Objects and mind interact with each other. If it were possible to replay a day’s consciousness repeatedly, your chain of associations might begin in the same place but then would diverge, perhaps slowly perhaps immediately, because your part in the process is that you choose among the bright shiny objects that present themselves as possibilities. Thus if you train yourself to think high thoughts, or if you train yourself to think low thoughts, the paths you choose in terms of relatively free association are going to be quite different!
So it isn’t really a matter of “our” affecting “your” mental processes. We don’t and usually can’t force a card on you. We may say, in effect, “Choose this thought; the resulting chain is better for you.” But who can choose for you? Nobody. That is what you are in 3D to do: to choose. Now perhaps you can see that your choosing is not choosing among paths of action, usually, but among paths of thought, paths of association of ideas. It is about what you want to attract to yourself.
And thus is it about us interacting in advance with our external environment.
That’s a good way to put it.
If we choose different paths of mental association, the “external” world we magnetize to will be different, just as Thoreau said in Walden.
Yes, only now you have a way to see why it should be so.

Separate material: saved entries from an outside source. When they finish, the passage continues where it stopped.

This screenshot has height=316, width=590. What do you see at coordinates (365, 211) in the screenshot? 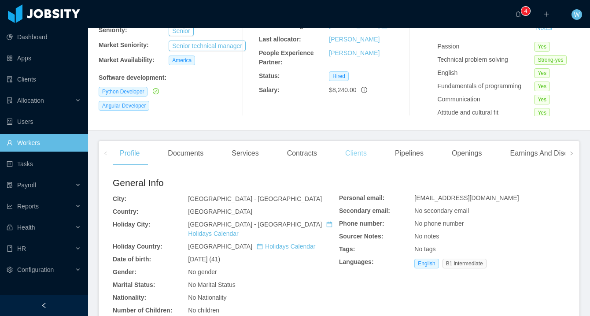
I see `b: Secondary email:` at bounding box center [365, 211].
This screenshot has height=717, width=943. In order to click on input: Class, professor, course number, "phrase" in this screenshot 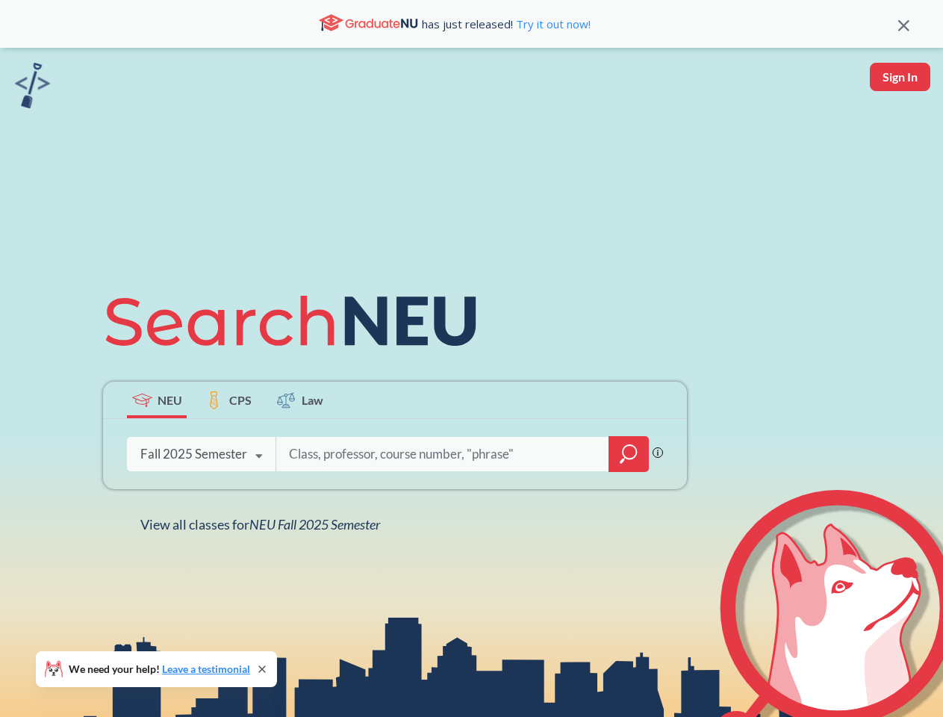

[The passage, which I have cited before: “I learned this, at least, by my experiment: that if one advances confidently in the direction of his dreams, and endeavors to live the life which he has imagined, he will meet with a success unexpected in common hours. He will put some things behind, will pass an invisible boundary; new, universal, and more liberal laws will begin to establish themselves around and within him … and he will live with the license of a higher order of being.”]
A word about “monkey mind.” There is nothing wrong with the mind functioning as an association-machine. That is how it is supposed to function. That is how you get ideas, how you get inspiration, how you move into new territory. The “wrong” is in using a hammer as a screwdriver, or in letting a high-powered car drive itself. You are there to drive it. Do so.
Which means, choose what the association-machine chews on.
Well, in practice, isn’t that what you do, directly or indirectly? If you choose a movie or a book, or if you meditate or go for a walk in soothing circumstances or surround yourself with raucous music, are you not providing alternate beginning-points for chains of association? Only, it may be done more consciously or less, and it is to your advantage to make it “more.”
And anything that gives us more control of the starting-point, or of the volume-control, or of the on-off switch, indirectly gives us more control of how we experience the external world, because the external world and our magnetized inner world are the same thing.
A little less certain and sure than the statement would suggest, but yes, that is the idea.
Hence meditation is not a goal but a halfway house.
Yes indeed. Clearing the mind is one thing. Trying to live with it empty would be another. Similarly, learning to recognize the association-machine is one thing. Trying to function without it would be another.